Judge Marilyn Patel of the U.S. District Court for the Northern District of California has approved a class action lawsuit against Target Corporation for not using HTML alt tags on their website images. About a year ago, a blind student in California sued Target.com, asserting that the retail giant’s website is inaccessible to the blind. That suit is now an approved class action lawsuit according to Judge Patel’s ruling, filed October 2.
The claim is that Target.com violates federal and state laws prohibiting discrimination against the disabled due to their lack of alt tags or text on images and the necessity of using a mouse to browse the page.
Who’s doing Target.com’s SEO? Image alt tags are a fundamental part of site optimization, because search engines can only read text. As an e-tailer, your site no doubt consists of text and images. Adding alt tags to those images allows them to be “read” by search engines.
Image tags are “attribute tags.” They tell the browser what attributes the image has, such as dimensional information, which allow your browser to keep a properly sized area open for the image, so faster loading text is formatted around the picture while the slower loading image downloads. When dimensional attributes are missing, the browser doesn’t know how much space to allocate for the image. Attribute tags also let visitors know an image is being formatted before it is displayed, so the image can be anticipated.
Additional attributes are “alt tags,” which provide “alternate text.” This text is displayed if the image can’t or doesn’t load properly. These alt tags are (should be!) descriptive of the image and relevant to the content surrounding the image.
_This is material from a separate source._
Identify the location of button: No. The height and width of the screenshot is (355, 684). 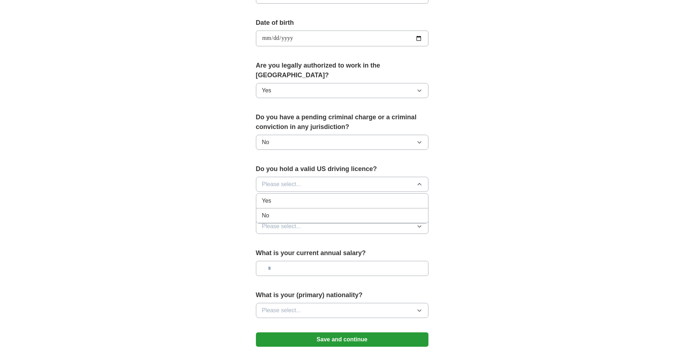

Visitors to your site may use a browser with no image capability, such as a text-based browser on a Unix or Linux system, or they may have images turned off in their browser preferences so sites load faster, particularly if they are using a dial-up connection. Or they may be visually impaired. You can probably surmise how these tags help sight-impaired visitors. Blind people use text readers that can read them the image’s text description. Without these tags, or with a tag such as “pic1.gif” these tags are useless and meaningless to your sites’ blind visitors, which is the dilemma Target.com found themselves in, leading to this suit.
Presumably, Target.com will be forced to implement alt tags for their images. You can learn from Target’s stumble in this area by taking a look at your own site and formatting your images appropriately. Sure, it might take some extra effort, but the result will not only be an enhanced experience for all of your site’s visitors–which should really be the goal–but also an increased search engine relevancy. It’s worth the time.